Monday, October 25, 2010

Five Years Later: Part 8

Fourteen weeks after the stroke she comes home, walking with a hemi-cane and an ankle brace, her lifeless left arm in a sling.

Winter is on its way out, leaving an oozy, muddy, rutted-up earth. We sit at the kitchen table, in front of the window. I am in the same chair where she sat on that night almost five months earlier. Framed by the squares of the window pane, the birds outside visit the feeder.

“Dad said I should make sure you know that when I cry, it’s not because I’m sad. It’s because I’m happy,” she says.

I stop chewing for a moment. I look at the bird feeder to see my first Robin of the season.

“You know that, don’t you?” she adds.

It seems like a good place to start. I’ve stopped measuring the future in terms of the past, waiting for myself—and my mother—to re-emerge the same as we had been, as if we’d just returned from vacation or woken up from a dream.
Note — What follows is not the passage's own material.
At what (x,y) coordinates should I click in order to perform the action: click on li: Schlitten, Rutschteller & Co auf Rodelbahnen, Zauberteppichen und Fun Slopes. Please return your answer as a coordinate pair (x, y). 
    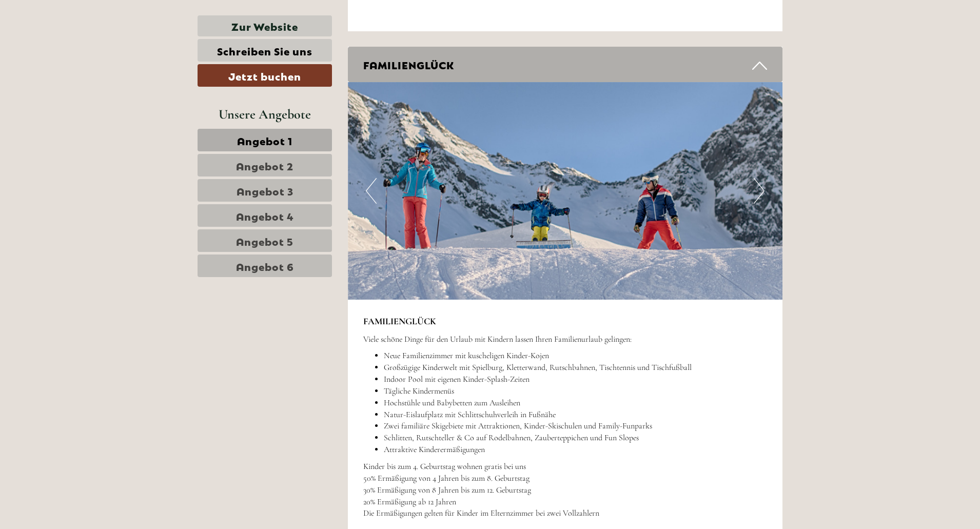
    Looking at the image, I should click on (576, 438).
We have only just begun to re-define ourselves and our family, one moment at a time. I’ve said goodbye to the familiarity of the past, and accepted the uncertainty of the future.

She starts reading her daily devotions, using a pink index card to help her follow the line. Her hair has grown in around her incision. I glance at her gratitude journal, lying open on the table.

“Our homes are our sanctuary from the world,” she has written. “Our lives are made up of all the little traditions and experiences we share with people. Cherish every moment.”

“Did I sign up for this?” Dad jokes, as he helps her walk to the bathroom. “I’m not sure this was in the contract. It must have been in the fine print.”

“You better make sure you have it in the fine print,” she laughs, turning to look at me.

And I think to myself that we are all in each other’s fine print, neatly inscribed onto lines containing our greatest liabilities. With every patient comes a family, sustained by their community and their faith in the medical professionals to whom they entrust the most precious pieces of their fine print. This is the year I am getting married, and all around me, I see love in fine print.